Dinamarie Tsoukalas
According to Duff Brenna, “All literature shows us the power of emotion; it is emotion, not reason that motivates characters in literature.” In other words Brenna is saying that characters are affected by their feelings, which could be anything from happiness, fear, love, or anger. He is also saying that characters are not affected by their rationales or explanations. This is shown to be true in Night written by Elie Wiesel, and To Kill a Mockingbird by Harper Lee. Setting and imagery are used in these two novels to depict the main characters’ emotions. These characters are also emotionally affected by the common themes in the novels: inequality and injustice.
Elie Wiesel used setting to bring out the depressed state that the entire Jewish race is in during the novel. One setting that depicted how emotions affected Elie is when he was on the train to the concentration camps. Wiesel depicted these trains as horrific and disgusting. Fear for death and what will happen next caused Elie to remain strong and protect his ill father from other people on the train. The next setting was Auschwitz where Wiesel uses imagery to show how unsettled Elie was; he looks back and sees thousands of people marching behind and along dead bodies after dead bodies. Elie continues to march, not because he understood why this was being done to him and other Jews, but because he was angry at the injustice he suffered. Elie even started to deny his faith, something that he believed in so dearly, because he was distraught at the fact that his family and friends were taken from him.
Harper Lee chose the setting of Maycomb, a racist town in the 1930’s, to depict the emotion of not only Atticus, but of the whole town of Maycomb. Atticus defended a black man because he was driven by his emotional belief that everyone should have the same privilege of receiving a fair trial no matter what skin color. He was not rationalizing the outcomes of his decision because after he accepted the position his town looked down upon him and his family; since he was very emotional about keeping justice he overcomes the discrimination. Lee also used imagery with Boo Radley’s house. He depicted his house as a “haunted mansion” and a horrible place to even go near. The town didn’t go near his house because the town was emotionally afraid of difference. They were unhappy with change which led them to be judgmental and neglect anyone that showed a slight difference, unlike Atticus.
Both novels shared the same themes, which are the existence of inequality and injustice. It is this existence of inequality that forced Atticus to be a lawyer for Tom Robinson and Elie to continue fighting to survive in the concentration camps.
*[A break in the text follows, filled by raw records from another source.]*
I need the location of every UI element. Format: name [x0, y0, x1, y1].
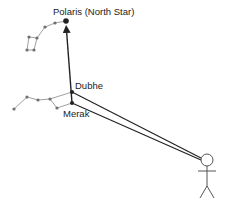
- star-icon: [43, 25, 46, 28]
- polaris-star-icon: [63, 18, 69, 24]
- sight-line-dubhe: [72, 92, 201, 158]
- polaris-label: Polaris (North Star): [53, 6, 134, 17]
- star-icon: [53, 21, 56, 24]
- observer-stick-figure-icon: [198, 154, 216, 198]
- star-icon: [36, 98, 39, 101]
- star-icon: [55, 106, 58, 109]
- dubhe-star-icon: [70, 90, 74, 94]
- star-icon: [25, 48, 28, 51]
- pointer-stars-diagram: Polaris (North Star) Dubhe Merak: [0, 0, 226, 209]
- dubhe-label: Dubhe: [75, 80, 103, 91]
- star-icon: [27, 35, 30, 38]
- merak-label: Merak: [63, 108, 90, 119]
- star-icon: [32, 48, 35, 51]
- sight-line-merak: [72, 103, 201, 160]
- little-dipper-constellation: [25, 21, 66, 52]
- star-icon: [25, 95, 28, 98]
- star-icon: [35, 36, 38, 39]
- star-icon: [48, 97, 51, 100]
- star-icon: [12, 107, 15, 110]
- merak-star-icon: [70, 101, 74, 105]
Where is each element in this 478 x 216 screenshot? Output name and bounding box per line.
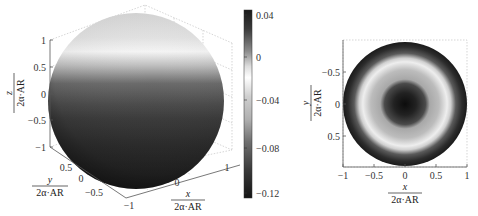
svg-text:y: y bbox=[47, 174, 53, 185]
svg-text:2α·AR: 2α·AR bbox=[15, 79, 26, 107]
svg-text:x: x bbox=[185, 188, 191, 199]
y-tick-label: −0.5 bbox=[85, 187, 103, 198]
colorbar-gradient bbox=[244, 10, 252, 198]
svg-text:2α·AR: 2α·AR bbox=[391, 194, 419, 205]
colorbar: 0.04 0 −0.04 −0.08 −0.12 bbox=[244, 10, 279, 199]
disk-heatmap bbox=[343, 42, 467, 166]
y-axis-label: y 2α·AR bbox=[300, 85, 323, 121]
x-tick-label: 1 bbox=[225, 162, 230, 173]
right-top-view-plot: −0.5 0 0.5 −1 −0.5 0 0.5 1 x 2α·AR y 2α·… bbox=[300, 40, 470, 205]
colorbar-tick-label: −0.12 bbox=[256, 188, 279, 199]
x-tick-label: 1 bbox=[465, 170, 470, 181]
x-tick-label: 0 bbox=[403, 170, 408, 181]
figure: 1 0.5 0 −0.5 −1 z 2α·AR 0.5 0 −0.5 y 2α·… bbox=[0, 0, 478, 216]
y-axis-label: y 2α·AR bbox=[32, 174, 68, 198]
x-axis-label: x 2α·AR bbox=[171, 188, 205, 212]
x-tick-label: 0 bbox=[175, 177, 180, 188]
colorbar-tick-label: 0.04 bbox=[256, 10, 274, 21]
y-tick-label: 0.5 bbox=[60, 162, 73, 173]
svg-text:x: x bbox=[402, 181, 408, 192]
y-tick-label: −0.5 bbox=[322, 67, 340, 78]
y-tick-label: 0.5 bbox=[328, 131, 341, 142]
z-axis-label: z 2α·AR bbox=[3, 73, 26, 113]
x-axis-label: x 2α·AR bbox=[388, 181, 422, 205]
svg-text:z: z bbox=[3, 91, 14, 96]
sphere-shading bbox=[48, 13, 224, 189]
x-tick-label: −1 bbox=[338, 170, 349, 181]
x-tick-label: −1 bbox=[124, 200, 135, 211]
x-tick-label: −0.5 bbox=[365, 170, 383, 181]
y-tick-label: 0 bbox=[335, 99, 340, 110]
z-tick-label: 0.5 bbox=[34, 62, 47, 73]
svg-text:y: y bbox=[300, 100, 311, 106]
svg-text:2α·AR: 2α·AR bbox=[36, 187, 64, 198]
svg-text:2α·AR: 2α·AR bbox=[174, 201, 202, 212]
z-tick-label: −0.5 bbox=[28, 115, 46, 126]
z-tick-label: 0 bbox=[41, 89, 46, 100]
x-tick-label: 0.5 bbox=[430, 170, 443, 181]
y-tick-label: 0 bbox=[79, 173, 84, 184]
colorbar-tick-label: 0 bbox=[256, 52, 261, 63]
z-tick-label: −1 bbox=[35, 142, 46, 153]
left-3d-plot: 1 0.5 0 −0.5 −1 z 2α·AR 0.5 0 −0.5 y 2α·… bbox=[3, 5, 240, 212]
colorbar-tick-label: −0.04 bbox=[256, 95, 279, 106]
svg-text:2α·AR: 2α·AR bbox=[312, 89, 323, 117]
colorbar-tick-label: −0.08 bbox=[256, 143, 279, 154]
z-tick-label: 1 bbox=[41, 35, 46, 46]
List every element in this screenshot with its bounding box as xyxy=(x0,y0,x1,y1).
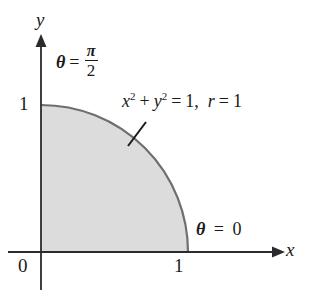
equation-plus-sign: + xyxy=(140,91,150,111)
theta-upper-bound-label: θ = π 2 xyxy=(56,44,98,80)
circle-equation-label: x2+y2=1,r=1 xyxy=(122,92,242,110)
shaded-region xyxy=(41,105,188,252)
x-tick-label-one: 1 xyxy=(174,256,184,275)
fraction-denominator-two: 2 xyxy=(86,61,97,79)
equation-rhs-value: 1 xyxy=(185,91,194,111)
equals-sign-upper: = xyxy=(69,53,79,71)
equation-comma: , xyxy=(194,91,199,111)
y-tick-label-one: 1 xyxy=(19,94,29,113)
equation-r-var: r xyxy=(208,91,215,111)
quarter-disk-diagram: y x 0 1 1 θ = π 2 θ = 0 x2+y2=1,r=1 xyxy=(0,0,311,290)
origin-tick-label: 0 xyxy=(18,256,28,275)
diagram-canvas xyxy=(0,0,311,290)
theta-lower-bound-label: θ = 0 xyxy=(196,220,242,238)
x-axis-label: x xyxy=(286,240,294,259)
equation-r-value: 1 xyxy=(233,91,242,111)
theta-lower-value: 0 xyxy=(233,219,242,239)
theta-symbol-lower: θ xyxy=(196,219,205,239)
equation-r-equals-sign: = xyxy=(219,91,229,111)
fraction-numerator-pi: π xyxy=(86,43,97,60)
equation-y-exponent: 2 xyxy=(162,90,168,102)
y-axis-label: y xyxy=(36,10,44,29)
pi-over-two-fraction: π 2 xyxy=(85,43,98,79)
theta-symbol-upper: θ xyxy=(56,53,65,71)
equals-sign-lower: = xyxy=(214,219,224,239)
equation-x-var: x xyxy=(122,91,130,111)
equation-y-var: y xyxy=(154,91,162,111)
y-axis-arrowhead xyxy=(36,34,47,47)
equation-equals-sign: = xyxy=(171,91,181,111)
equation-x-exponent: 2 xyxy=(130,90,136,102)
x-axis-arrowhead xyxy=(272,247,285,258)
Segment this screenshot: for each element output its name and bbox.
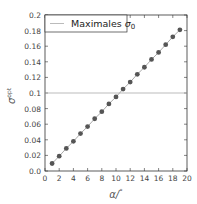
y-axis-label: σopt bbox=[5, 87, 17, 104]
x-tick-label: 20 bbox=[182, 174, 192, 183]
y-tick-label: 0.0 bbox=[29, 167, 41, 176]
data-point bbox=[170, 34, 175, 39]
data-point bbox=[135, 72, 140, 77]
data-point bbox=[99, 109, 104, 114]
legend: Maximales σ0 bbox=[45, 15, 135, 32]
data-point bbox=[50, 161, 55, 166]
y-tick-label: 0.08 bbox=[24, 105, 41, 114]
x-tick-label: 6 bbox=[85, 174, 90, 183]
data-point bbox=[71, 139, 76, 144]
y-axis-ticks: 0.00.020.040.060.080.10.120.140.160.180.… bbox=[24, 11, 187, 176]
data-point bbox=[107, 102, 112, 107]
y-tick-label: 0.18 bbox=[24, 27, 41, 36]
chart: 0.00.020.040.060.080.10.120.140.160.180.… bbox=[0, 0, 197, 204]
data-point bbox=[163, 42, 168, 47]
y-tick-label: 0.04 bbox=[24, 136, 41, 145]
data-point bbox=[64, 146, 69, 151]
x-tick-label: 8 bbox=[99, 174, 104, 183]
data-point bbox=[142, 65, 147, 70]
y-tick-label: 0.06 bbox=[24, 120, 41, 129]
y-tick-label: 0.14 bbox=[24, 58, 41, 67]
data-point bbox=[92, 116, 97, 121]
y-tick-label: 0.1 bbox=[29, 89, 41, 98]
x-tick-label: 10 bbox=[111, 174, 121, 183]
data-point bbox=[114, 95, 119, 100]
data-point bbox=[149, 57, 154, 62]
data-point bbox=[178, 27, 183, 32]
data-point bbox=[78, 131, 83, 136]
x-tick-label: 18 bbox=[168, 174, 178, 183]
y-tick-label: 0.12 bbox=[24, 73, 41, 82]
x-tick-label: 14 bbox=[140, 174, 150, 183]
x-tick-label: 12 bbox=[125, 174, 135, 183]
data-point bbox=[57, 154, 62, 159]
x-tick-label: 2 bbox=[57, 174, 62, 183]
data-point bbox=[156, 50, 161, 55]
x-tick-label: 0 bbox=[43, 174, 48, 183]
x-tick-label: 4 bbox=[71, 174, 76, 183]
y-tick-label: 0.02 bbox=[24, 151, 41, 160]
y-tick-label: 0.16 bbox=[24, 42, 41, 51]
data-point bbox=[121, 87, 126, 92]
x-axis-label: α/° bbox=[109, 188, 122, 200]
x-tick-label: 16 bbox=[154, 174, 164, 183]
y-tick-label: 0.2 bbox=[29, 11, 41, 20]
data-point bbox=[85, 124, 90, 129]
data-point bbox=[128, 80, 133, 85]
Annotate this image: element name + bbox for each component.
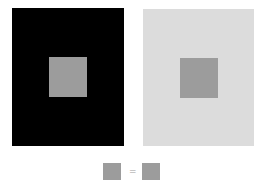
light-background-panel bbox=[143, 9, 254, 146]
dark-background-panel bbox=[12, 8, 124, 146]
gray-square-on-dark bbox=[49, 57, 87, 97]
comparison-square-left bbox=[103, 163, 121, 180]
equals-sign: = bbox=[129, 167, 137, 176]
gray-square-on-light bbox=[180, 58, 218, 98]
comparison-square-right bbox=[142, 163, 160, 180]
Both of them were faced with discrimination because of their beliefs, but they remained strong and exceeded everything that was put in front of them. Social discrimination, religious discrimination, and even a father’s death didn’t stop both of these characters to stand up for what was right.
The two novels, To Kill a Mockingbird by Harper Lee and Night by Elie Wiesel both prove the quote by Duff Brenna. Both novels showed that emotion is what drives a character to perform the actions he or she makes. The main emotion that was prevalent throughout the two novels was fear of the unknown. The two novels also showed how not only are individual choices affected by emotion, but society and political choices are affected by emotion too.